Jamie Stachowski: a man of character and charcuterie

(Bill O'Leary/ WASHINGTON POST ) - Jamie Stachowski learned to cook from demanding chefs, and has made a similar reputation for himself over the years.

(Bill O'Leary/ WASHINGTON POST ) - Jamie Stachowski learned to cook from demanding chefs, and has made a similar reputation for himself over the years.

“I don’t think there was a lot of fooling around in Jean-Louis’ kitchen,” Berliner says. “I think it was very disciplined.”

Now it’s Stachowski who metes out the “discipline,” as in his penchant for pointing out another’s ignorance, whether during a casual conversation or at the farmers market, where his charcuterie customers can occasionally draw a sharp retort. Among his favorite phrases is this stock question, more criticism than inquiry: “You didn’t know that?” He also has a tendency to mock trends in the culinary world that he views as too precious. It might be small plates. It might be molecular gastronomy. It might be chefs more interested in building an empire than building a great meal.

(Bill O'Leary/WASHINGTON POST) - Jamie Stachowski, right, watches as his son Josef slice into a fresh pastrami at their shop in Georgetown.

“Instead of polishing dishes,” he says, “they’re making ‘concepts.’ ”

For all his French training, for all his work in fine-dining restaurants, he remains at heart a working-class guy who grew up in Buffalo and later on a farm outside that city with ducks and calves and capons. His Polish family made its own sausage, corned beef and pastrami, not because it was trendy and they could dedicate a blog to it, but because that’s what Poles from the old country did. Stachowski’s love of cooking and flavor and French techniques comes not from a high-priced cooking school, where half of the graduates want a gig on Food Network, but from old-school, knife-scarred chefs who were more working stiffs than celebs. Stachowski never went to cooking school.

His connection to Palladin also is reflected in perhaps less obvious behaviors: Like his late mentor, Stachowski has the spark of life in him. He exudes energy and attracts it at the same time. Though his slicked-back mane, neatly trimmed facial hair and Redfordesque sideburns sport varying degrees of gray, Stachowski still has a brash exuberance: a two-fisted, tough-guy persona that’s part Joe Pesci and part Ratso Rizzo. Even his most pointed barbs come across as a kind of comedy. He also flashes moments of genuine sincerity and warmth. (Is it any wonder that the History Channel had him host the one-off show “Meat America”?)

“Restaurant people are the best,” he says, almost as an apology for all his criticism of modern gastronomy. “I don’t respect anybody else.”

The feeling seems to be mutual. Like most chefs, Stachowski has worked at many restaurants over the course of his career, among them: Jean-Louis in Washington, Le Perigord in New York, Ma Maison and Le St.
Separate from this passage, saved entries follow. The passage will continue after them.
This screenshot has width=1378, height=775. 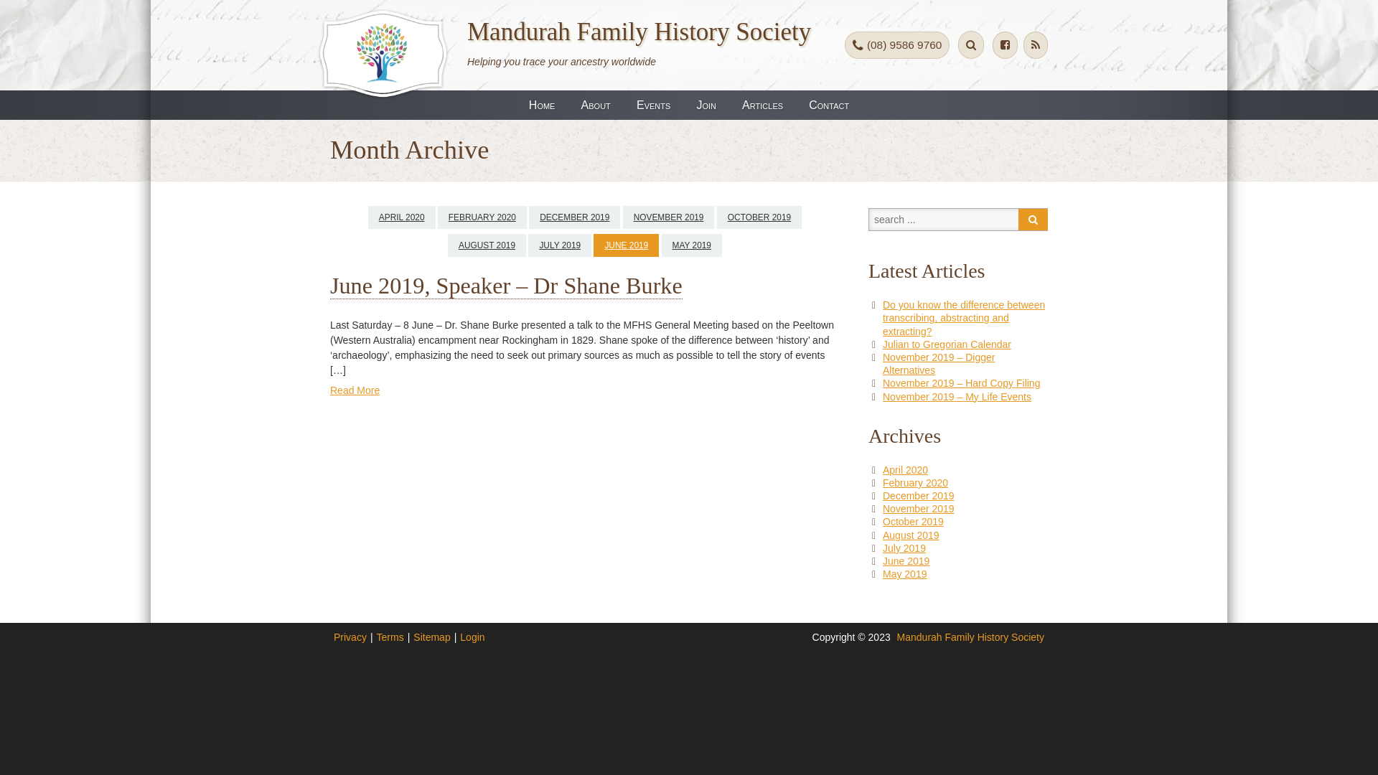 I want to click on October 2019, so click(x=913, y=522).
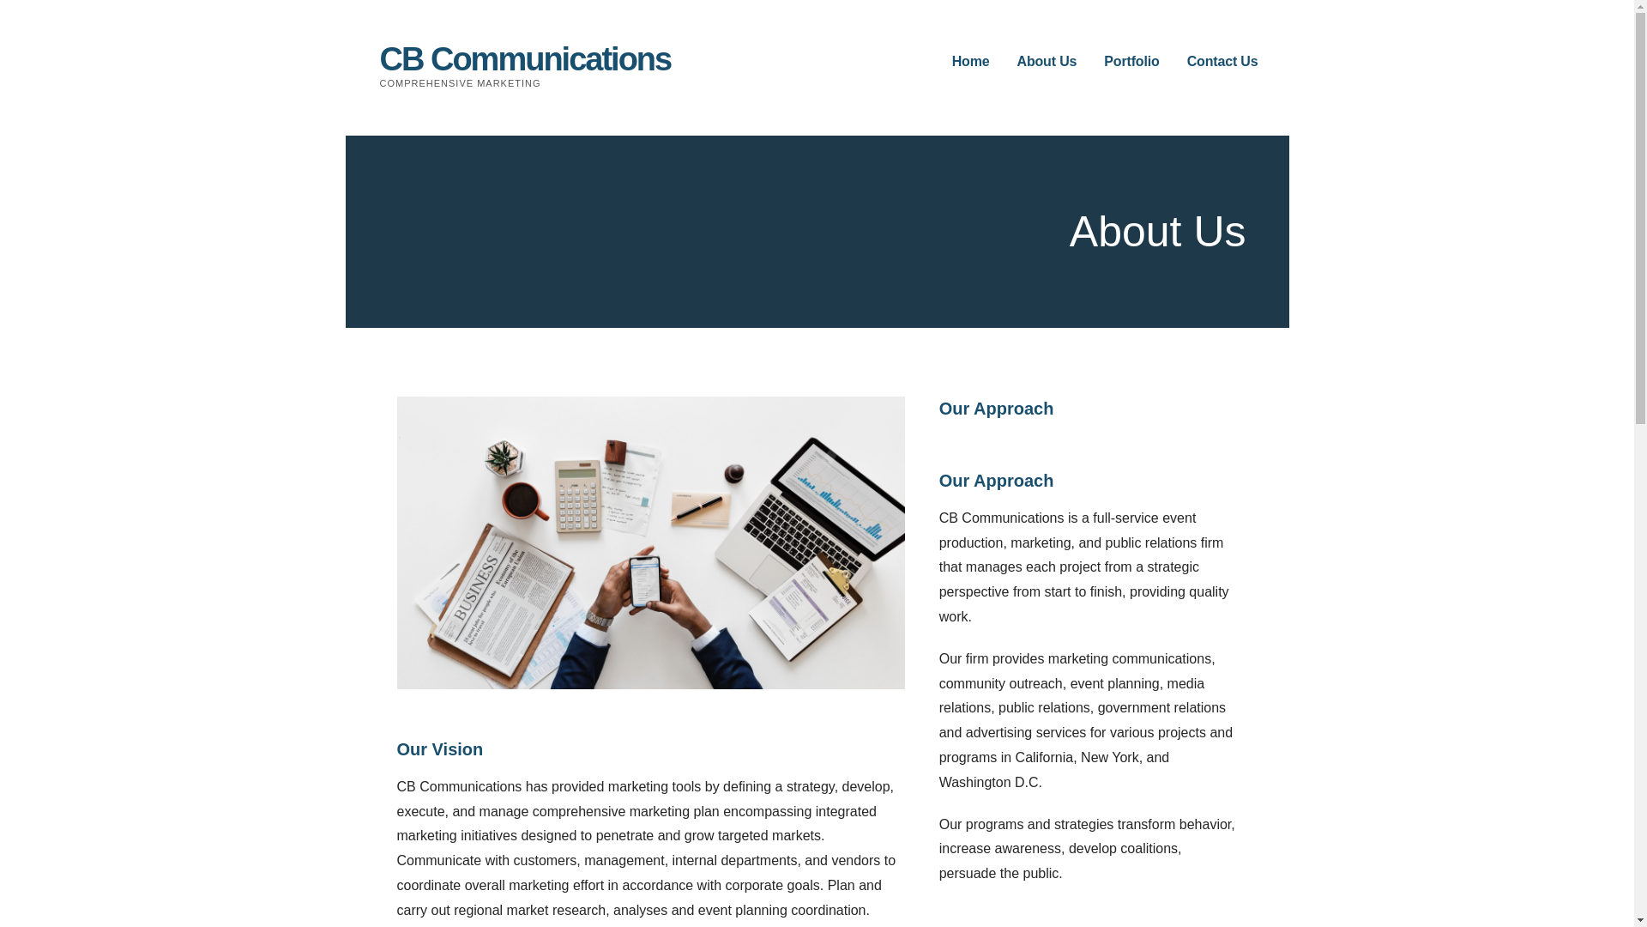  Describe the element at coordinates (1047, 62) in the screenshot. I see `About Us` at that location.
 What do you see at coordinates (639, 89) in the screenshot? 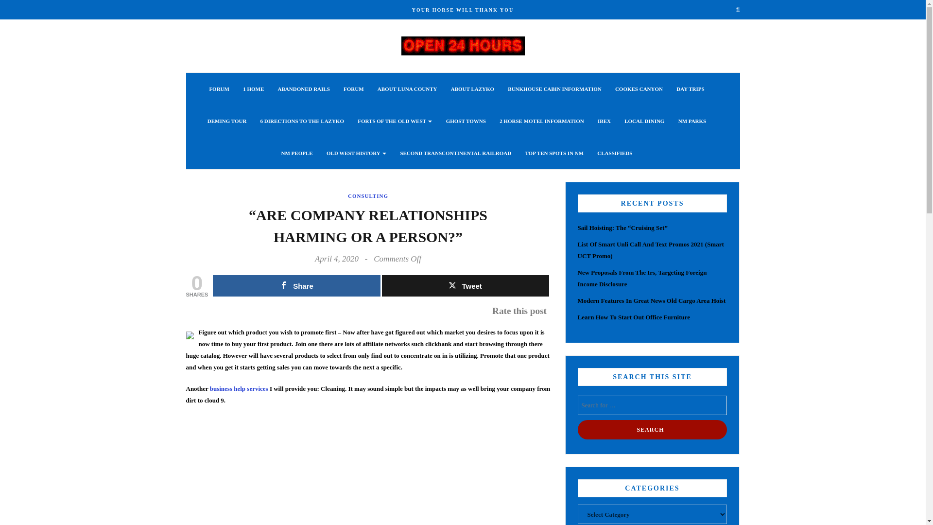
I see `COOKES CANYON` at bounding box center [639, 89].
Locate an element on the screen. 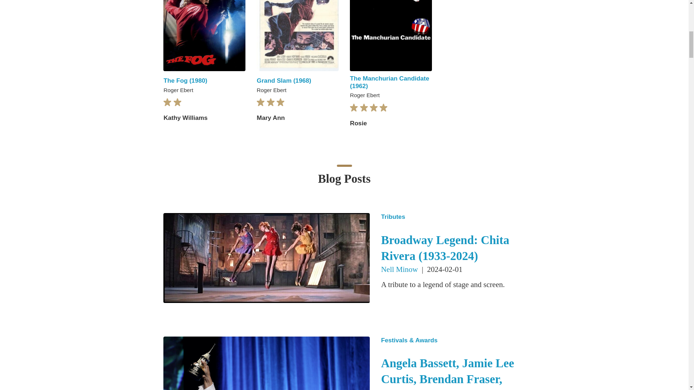 The height and width of the screenshot is (390, 694). star-full is located at coordinates (280, 102).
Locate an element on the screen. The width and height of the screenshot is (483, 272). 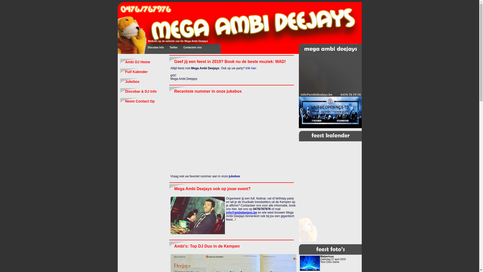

Germain in Los Angeles, Pesce on P Street NW, eCiti in Tysons Corner, J. Paul’s in Georgetown and Thirsty Bernie in Arlington. If he has burned bridges along the way, many of them apparently have been repaired. His peers and former employers show nothing but respect for Stachowski.

Take Paul J. Cohn, the founder of J. Paul’s. Before he moved into the restaurant business, Cohn worked in the pop music field, managing the singing duo Peaches and Herb. He likes to compare the people who populate the two industries. “For me, chefs and musicians are the same. They just play different instruments,” Cohn says. “Jamie is one of those true free spirits. . . . He’s very passionate about what he does. He’s a character.”